What about people just using the language, and not talking about it?
Whatever metrics are used, based on published data, you have the problem that most programming is done privately, and does not leave traces you can put in your stats. What about the millions of people coding in C, who just get on with the job? How do you measure that? Maybe languages such as Python and JavaScript are talked about a lot, because they have more defects than other languages.
I still have trouble with Python's syntactic indentation rules. When everything is neat and tidy, the code is very readable, but if you copy and paste code, you have to be careful to correct the indentation, or you can end up with code that compiles and runs, but does something entirely different to what you intended. With curly brackets to delimit blocks, the compiler will pick up obvious nonsense. Despite these criticisms, I find Python to be rather useful in practice, for writing small stuff for my own use. Put it this way, it is a lot better than shell scripts, if there is any real computation involved.
This brings me to my problem with Javascript, which is its loose type system. I admit I have limited experience here, but I struggled with the language accepting my rubbish code silently, and doing God knows what, instead of pedantically pointing out errors, which would actually have been helpful. One bug was due to a typo, where I wrote code that added an integer to an Object. I still don't know what actually happened, if anything. Maybe someone's cat was incinerated in Estonia.
There is an idea that dynamically typed languages like Python and Javascript are somehow easier to use than statically typed languages like C++ or Java, because you don't have to write loads of stuff to declare the types of variables and functions. But actually, what you are doing with type declarations is telling the compiler what you want to do, instead of leaving it to make a guess. These days, static type systems are not such a pain, as there is type inference, so you only have to declare some stuff, because the compiler can work out the rest, in a rigorous manner. This seems to work in Rust.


Your instructions | Lines in the data below that contain the word "Настройки" are to be copied.

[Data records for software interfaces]
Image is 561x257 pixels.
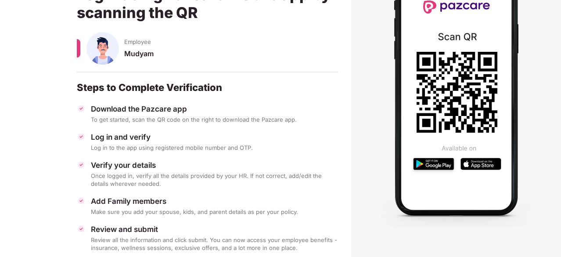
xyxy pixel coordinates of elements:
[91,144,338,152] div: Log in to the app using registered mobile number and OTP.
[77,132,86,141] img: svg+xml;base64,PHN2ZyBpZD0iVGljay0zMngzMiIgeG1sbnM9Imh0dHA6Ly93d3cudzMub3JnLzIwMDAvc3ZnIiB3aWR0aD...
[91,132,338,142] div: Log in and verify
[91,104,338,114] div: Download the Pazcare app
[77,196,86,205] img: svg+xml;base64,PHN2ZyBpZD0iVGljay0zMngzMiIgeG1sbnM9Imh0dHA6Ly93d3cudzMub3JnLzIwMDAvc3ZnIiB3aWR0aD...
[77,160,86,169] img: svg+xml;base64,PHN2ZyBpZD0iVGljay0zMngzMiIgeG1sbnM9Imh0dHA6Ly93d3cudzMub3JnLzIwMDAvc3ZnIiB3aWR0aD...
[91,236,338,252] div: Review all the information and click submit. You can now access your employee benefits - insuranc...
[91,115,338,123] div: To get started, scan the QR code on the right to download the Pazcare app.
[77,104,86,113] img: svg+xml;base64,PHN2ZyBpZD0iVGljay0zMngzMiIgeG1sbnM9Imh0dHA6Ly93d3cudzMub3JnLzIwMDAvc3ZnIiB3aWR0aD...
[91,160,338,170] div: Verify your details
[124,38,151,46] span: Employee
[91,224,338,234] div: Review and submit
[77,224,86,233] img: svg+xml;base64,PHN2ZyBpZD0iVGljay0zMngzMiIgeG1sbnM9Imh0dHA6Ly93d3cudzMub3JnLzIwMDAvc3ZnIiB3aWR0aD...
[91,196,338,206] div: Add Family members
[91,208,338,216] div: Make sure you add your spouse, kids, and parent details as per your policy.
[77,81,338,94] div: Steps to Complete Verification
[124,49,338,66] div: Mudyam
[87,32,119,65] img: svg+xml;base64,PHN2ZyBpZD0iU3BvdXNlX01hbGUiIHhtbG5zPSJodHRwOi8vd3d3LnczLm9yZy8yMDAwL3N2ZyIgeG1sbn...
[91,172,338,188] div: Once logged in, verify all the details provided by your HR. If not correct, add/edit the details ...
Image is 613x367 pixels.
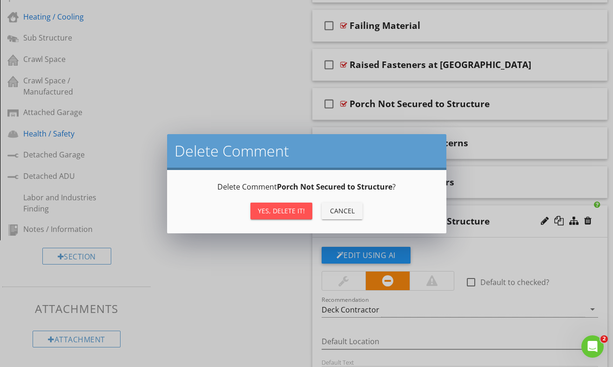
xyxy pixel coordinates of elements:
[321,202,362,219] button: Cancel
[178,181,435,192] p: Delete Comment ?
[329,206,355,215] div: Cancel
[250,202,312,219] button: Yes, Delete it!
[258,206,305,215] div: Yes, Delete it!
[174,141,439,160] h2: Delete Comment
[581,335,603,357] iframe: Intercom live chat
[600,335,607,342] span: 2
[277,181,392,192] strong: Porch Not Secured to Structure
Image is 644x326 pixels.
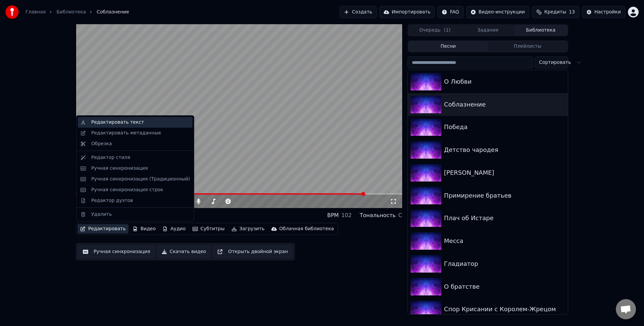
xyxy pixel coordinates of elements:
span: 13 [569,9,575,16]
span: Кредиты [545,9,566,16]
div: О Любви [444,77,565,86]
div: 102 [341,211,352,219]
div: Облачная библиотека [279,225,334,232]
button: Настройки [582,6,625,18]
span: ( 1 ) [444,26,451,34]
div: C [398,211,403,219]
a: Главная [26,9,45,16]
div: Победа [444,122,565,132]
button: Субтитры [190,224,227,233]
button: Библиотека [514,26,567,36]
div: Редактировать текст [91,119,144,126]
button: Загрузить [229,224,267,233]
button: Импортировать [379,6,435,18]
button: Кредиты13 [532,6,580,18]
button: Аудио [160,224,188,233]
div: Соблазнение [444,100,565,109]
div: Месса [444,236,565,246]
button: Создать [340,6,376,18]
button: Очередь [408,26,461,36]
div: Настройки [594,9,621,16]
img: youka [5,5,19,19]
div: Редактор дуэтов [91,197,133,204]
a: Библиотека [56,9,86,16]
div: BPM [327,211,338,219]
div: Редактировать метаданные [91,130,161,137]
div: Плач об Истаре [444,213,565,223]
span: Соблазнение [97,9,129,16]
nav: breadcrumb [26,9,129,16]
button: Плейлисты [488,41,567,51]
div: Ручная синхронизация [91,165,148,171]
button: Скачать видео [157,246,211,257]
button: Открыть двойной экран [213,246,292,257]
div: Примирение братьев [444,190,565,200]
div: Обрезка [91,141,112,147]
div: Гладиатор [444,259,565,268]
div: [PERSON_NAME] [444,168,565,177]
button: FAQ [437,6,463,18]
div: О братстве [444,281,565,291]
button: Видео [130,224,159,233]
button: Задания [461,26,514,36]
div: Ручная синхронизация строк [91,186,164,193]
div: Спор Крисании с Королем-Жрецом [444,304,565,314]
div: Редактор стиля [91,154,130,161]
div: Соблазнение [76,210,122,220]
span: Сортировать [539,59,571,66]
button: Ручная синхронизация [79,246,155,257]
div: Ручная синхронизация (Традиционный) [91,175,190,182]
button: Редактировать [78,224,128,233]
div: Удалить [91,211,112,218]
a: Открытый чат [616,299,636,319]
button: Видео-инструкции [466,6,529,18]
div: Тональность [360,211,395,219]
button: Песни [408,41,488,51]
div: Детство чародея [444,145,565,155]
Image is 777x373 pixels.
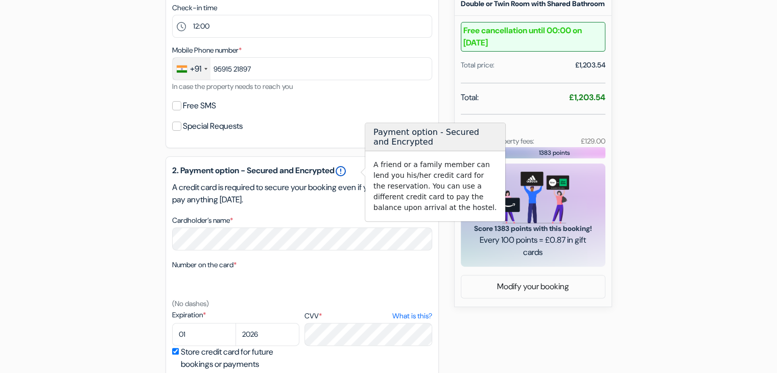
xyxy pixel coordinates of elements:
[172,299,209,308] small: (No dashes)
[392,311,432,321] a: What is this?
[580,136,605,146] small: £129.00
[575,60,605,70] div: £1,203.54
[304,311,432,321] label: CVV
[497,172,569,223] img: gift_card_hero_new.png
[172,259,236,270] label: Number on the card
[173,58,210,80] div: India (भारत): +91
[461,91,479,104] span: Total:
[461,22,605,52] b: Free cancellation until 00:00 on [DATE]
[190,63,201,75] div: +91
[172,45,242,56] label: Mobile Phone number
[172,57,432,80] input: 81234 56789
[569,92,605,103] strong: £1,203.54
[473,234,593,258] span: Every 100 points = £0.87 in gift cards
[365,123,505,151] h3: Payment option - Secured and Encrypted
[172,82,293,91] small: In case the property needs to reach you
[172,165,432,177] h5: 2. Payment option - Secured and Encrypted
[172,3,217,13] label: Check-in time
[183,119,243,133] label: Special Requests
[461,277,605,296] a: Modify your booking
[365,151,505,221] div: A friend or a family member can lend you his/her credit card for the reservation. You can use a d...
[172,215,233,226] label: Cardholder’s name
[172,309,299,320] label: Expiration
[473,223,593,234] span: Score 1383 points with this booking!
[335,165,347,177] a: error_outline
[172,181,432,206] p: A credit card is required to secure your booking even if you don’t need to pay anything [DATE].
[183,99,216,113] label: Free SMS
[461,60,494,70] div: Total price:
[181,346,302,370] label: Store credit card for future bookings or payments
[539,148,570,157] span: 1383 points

--

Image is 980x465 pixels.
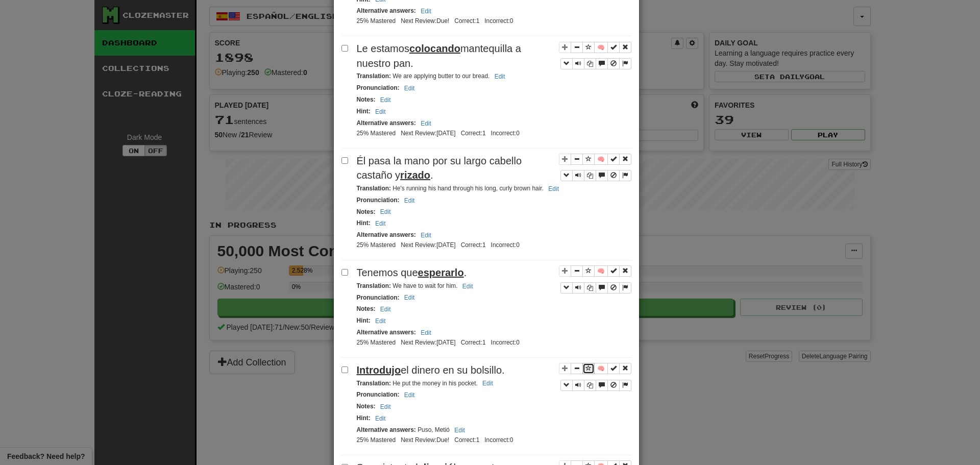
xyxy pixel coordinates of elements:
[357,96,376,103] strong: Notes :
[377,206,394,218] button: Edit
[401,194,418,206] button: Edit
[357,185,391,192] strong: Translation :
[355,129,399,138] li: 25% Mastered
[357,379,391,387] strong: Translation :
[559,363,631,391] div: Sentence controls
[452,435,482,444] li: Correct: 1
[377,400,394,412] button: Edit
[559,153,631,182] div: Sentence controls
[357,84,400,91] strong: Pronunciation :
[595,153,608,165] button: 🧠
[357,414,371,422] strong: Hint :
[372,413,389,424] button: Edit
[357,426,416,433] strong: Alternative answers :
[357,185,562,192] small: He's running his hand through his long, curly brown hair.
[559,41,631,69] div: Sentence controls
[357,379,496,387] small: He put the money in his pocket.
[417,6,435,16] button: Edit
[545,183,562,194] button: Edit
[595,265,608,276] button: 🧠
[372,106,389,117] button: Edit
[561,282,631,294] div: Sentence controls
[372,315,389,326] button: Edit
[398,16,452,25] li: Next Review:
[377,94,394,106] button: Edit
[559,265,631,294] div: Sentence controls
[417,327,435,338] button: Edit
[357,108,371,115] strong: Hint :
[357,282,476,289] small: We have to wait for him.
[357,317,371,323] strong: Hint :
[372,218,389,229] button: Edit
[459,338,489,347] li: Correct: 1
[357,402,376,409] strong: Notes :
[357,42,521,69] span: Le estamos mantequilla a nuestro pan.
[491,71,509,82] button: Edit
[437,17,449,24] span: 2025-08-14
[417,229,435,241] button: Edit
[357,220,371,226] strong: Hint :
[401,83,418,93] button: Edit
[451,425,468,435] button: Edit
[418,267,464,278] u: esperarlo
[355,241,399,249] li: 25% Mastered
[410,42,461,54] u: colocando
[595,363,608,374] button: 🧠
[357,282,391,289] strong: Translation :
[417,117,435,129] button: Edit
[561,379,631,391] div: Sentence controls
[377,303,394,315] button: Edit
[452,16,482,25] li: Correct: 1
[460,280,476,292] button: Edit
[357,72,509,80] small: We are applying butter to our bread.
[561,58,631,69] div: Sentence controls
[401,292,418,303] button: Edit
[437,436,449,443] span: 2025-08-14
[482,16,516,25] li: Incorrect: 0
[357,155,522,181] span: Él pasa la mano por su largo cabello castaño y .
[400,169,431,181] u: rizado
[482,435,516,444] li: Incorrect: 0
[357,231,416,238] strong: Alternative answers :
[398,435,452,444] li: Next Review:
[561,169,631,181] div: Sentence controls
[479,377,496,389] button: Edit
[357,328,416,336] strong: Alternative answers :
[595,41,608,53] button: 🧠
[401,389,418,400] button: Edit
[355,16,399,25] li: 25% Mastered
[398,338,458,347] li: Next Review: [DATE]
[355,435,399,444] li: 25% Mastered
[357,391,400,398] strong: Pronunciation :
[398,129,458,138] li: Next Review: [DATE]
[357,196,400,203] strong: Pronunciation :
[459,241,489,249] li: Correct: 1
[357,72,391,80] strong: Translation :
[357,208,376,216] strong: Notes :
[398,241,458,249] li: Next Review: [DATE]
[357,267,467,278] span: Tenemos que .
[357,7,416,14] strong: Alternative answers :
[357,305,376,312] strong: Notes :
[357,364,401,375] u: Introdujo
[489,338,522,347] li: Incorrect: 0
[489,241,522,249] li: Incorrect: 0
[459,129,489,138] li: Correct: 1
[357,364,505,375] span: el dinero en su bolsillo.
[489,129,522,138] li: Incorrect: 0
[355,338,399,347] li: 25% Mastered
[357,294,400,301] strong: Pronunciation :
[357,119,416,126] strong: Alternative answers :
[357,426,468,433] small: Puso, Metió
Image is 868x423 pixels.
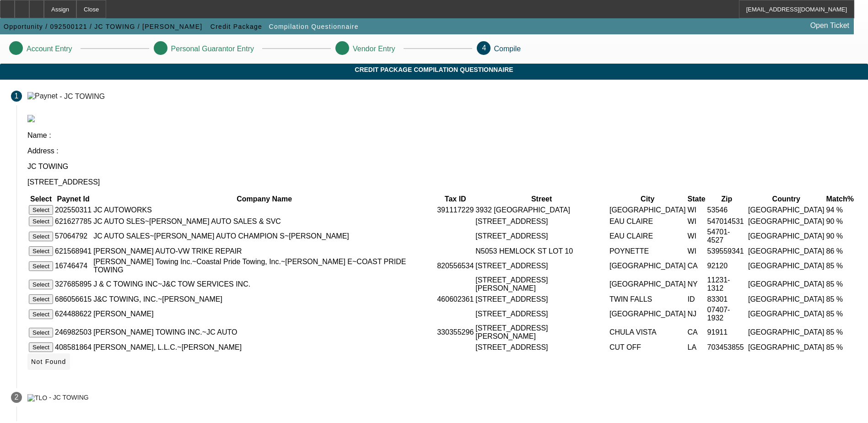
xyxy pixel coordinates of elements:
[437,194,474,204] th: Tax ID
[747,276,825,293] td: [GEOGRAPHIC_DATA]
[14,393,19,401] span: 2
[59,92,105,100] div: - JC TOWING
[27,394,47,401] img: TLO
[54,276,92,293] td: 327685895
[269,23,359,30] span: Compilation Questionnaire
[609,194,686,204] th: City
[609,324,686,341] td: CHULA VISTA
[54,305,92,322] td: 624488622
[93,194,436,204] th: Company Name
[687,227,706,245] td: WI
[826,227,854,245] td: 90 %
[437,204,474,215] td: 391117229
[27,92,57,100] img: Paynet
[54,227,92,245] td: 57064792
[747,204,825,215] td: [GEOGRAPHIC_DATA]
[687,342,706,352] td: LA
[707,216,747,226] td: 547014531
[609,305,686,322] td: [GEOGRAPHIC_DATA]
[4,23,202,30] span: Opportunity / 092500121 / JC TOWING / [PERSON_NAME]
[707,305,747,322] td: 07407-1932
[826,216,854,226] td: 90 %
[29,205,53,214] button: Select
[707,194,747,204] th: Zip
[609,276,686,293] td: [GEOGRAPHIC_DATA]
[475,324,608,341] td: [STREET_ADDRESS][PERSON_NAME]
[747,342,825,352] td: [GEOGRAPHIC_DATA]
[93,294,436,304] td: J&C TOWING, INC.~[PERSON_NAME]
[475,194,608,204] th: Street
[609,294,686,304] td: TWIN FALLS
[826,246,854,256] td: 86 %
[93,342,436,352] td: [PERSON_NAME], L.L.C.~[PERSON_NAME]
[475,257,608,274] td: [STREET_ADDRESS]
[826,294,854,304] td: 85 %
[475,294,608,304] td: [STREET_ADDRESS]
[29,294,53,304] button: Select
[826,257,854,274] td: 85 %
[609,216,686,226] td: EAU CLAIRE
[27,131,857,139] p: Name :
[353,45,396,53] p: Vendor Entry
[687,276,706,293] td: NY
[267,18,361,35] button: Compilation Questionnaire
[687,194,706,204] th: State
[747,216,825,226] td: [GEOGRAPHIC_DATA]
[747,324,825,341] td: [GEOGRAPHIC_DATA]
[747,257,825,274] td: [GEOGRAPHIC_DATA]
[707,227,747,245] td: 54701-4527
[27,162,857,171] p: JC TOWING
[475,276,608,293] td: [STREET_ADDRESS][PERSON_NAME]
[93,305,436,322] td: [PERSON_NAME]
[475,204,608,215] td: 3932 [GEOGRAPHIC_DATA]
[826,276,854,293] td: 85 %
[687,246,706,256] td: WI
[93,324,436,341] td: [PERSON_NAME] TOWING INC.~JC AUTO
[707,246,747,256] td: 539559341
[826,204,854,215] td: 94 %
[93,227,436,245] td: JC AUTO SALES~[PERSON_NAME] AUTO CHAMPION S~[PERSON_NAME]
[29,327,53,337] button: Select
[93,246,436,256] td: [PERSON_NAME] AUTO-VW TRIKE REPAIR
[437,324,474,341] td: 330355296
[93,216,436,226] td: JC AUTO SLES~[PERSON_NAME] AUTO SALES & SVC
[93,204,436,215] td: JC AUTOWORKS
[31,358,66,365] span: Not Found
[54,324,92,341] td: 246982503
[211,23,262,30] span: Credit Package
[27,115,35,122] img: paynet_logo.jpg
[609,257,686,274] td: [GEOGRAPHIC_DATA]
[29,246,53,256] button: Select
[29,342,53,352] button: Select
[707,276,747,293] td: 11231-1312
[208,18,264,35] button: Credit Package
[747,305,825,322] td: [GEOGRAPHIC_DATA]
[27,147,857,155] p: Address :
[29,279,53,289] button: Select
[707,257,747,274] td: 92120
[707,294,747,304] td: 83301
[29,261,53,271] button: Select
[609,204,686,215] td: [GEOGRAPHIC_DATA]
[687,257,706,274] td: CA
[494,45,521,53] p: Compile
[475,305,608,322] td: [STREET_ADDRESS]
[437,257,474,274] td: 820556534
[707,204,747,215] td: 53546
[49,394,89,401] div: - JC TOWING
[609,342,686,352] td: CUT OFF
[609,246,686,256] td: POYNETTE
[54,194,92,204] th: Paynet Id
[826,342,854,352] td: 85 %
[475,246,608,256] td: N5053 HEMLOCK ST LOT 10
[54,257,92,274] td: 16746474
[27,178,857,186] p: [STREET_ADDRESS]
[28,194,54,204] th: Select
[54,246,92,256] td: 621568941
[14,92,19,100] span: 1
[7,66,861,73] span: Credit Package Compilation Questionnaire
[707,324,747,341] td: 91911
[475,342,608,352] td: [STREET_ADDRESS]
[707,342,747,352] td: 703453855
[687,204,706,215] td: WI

---

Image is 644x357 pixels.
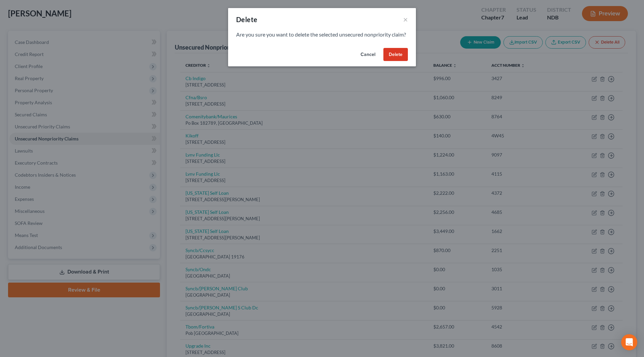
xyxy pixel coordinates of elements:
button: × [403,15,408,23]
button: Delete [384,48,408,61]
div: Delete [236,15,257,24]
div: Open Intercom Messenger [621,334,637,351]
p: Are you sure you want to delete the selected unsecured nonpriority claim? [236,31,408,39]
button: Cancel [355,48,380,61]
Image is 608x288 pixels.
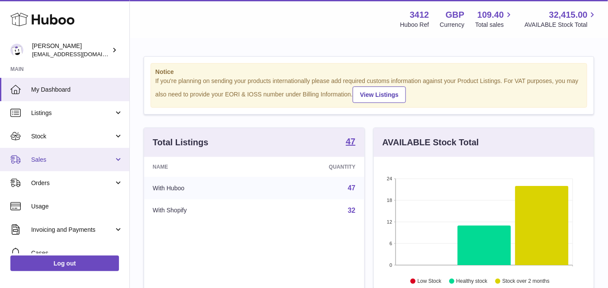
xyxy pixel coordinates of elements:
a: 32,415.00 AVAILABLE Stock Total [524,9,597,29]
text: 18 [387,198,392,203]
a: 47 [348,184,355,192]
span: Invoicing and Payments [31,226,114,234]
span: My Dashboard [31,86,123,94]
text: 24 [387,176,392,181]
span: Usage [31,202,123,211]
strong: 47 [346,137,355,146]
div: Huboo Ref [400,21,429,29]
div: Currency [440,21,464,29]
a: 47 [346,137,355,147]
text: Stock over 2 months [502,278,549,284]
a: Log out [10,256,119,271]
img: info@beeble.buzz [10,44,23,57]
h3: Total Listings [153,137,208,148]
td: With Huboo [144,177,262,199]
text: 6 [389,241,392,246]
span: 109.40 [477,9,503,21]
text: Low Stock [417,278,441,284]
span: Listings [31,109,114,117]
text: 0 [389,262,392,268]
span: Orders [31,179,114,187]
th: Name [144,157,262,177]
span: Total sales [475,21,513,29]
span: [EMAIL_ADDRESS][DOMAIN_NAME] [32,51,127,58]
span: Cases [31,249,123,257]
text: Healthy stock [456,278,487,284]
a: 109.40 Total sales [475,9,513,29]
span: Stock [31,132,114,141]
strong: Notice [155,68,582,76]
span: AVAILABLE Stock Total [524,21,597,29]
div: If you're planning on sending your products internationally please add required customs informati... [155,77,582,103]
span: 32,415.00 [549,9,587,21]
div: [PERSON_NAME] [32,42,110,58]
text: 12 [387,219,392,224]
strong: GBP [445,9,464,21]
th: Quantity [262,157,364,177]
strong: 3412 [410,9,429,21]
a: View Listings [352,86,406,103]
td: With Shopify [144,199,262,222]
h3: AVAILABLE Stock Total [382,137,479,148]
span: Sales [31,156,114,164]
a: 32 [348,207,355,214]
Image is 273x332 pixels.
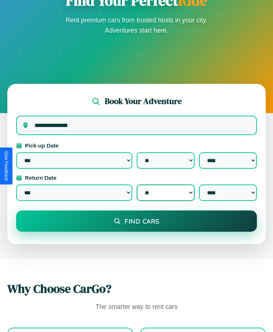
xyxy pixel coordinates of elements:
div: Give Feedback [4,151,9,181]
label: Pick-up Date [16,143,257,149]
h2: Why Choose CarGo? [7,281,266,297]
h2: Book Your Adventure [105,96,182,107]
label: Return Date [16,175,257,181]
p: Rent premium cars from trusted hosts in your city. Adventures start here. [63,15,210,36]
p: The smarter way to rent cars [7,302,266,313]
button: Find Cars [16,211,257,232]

Solution to this problem |
button: Настройки [582,6,625,18]
div: Настройки [594,9,621,16]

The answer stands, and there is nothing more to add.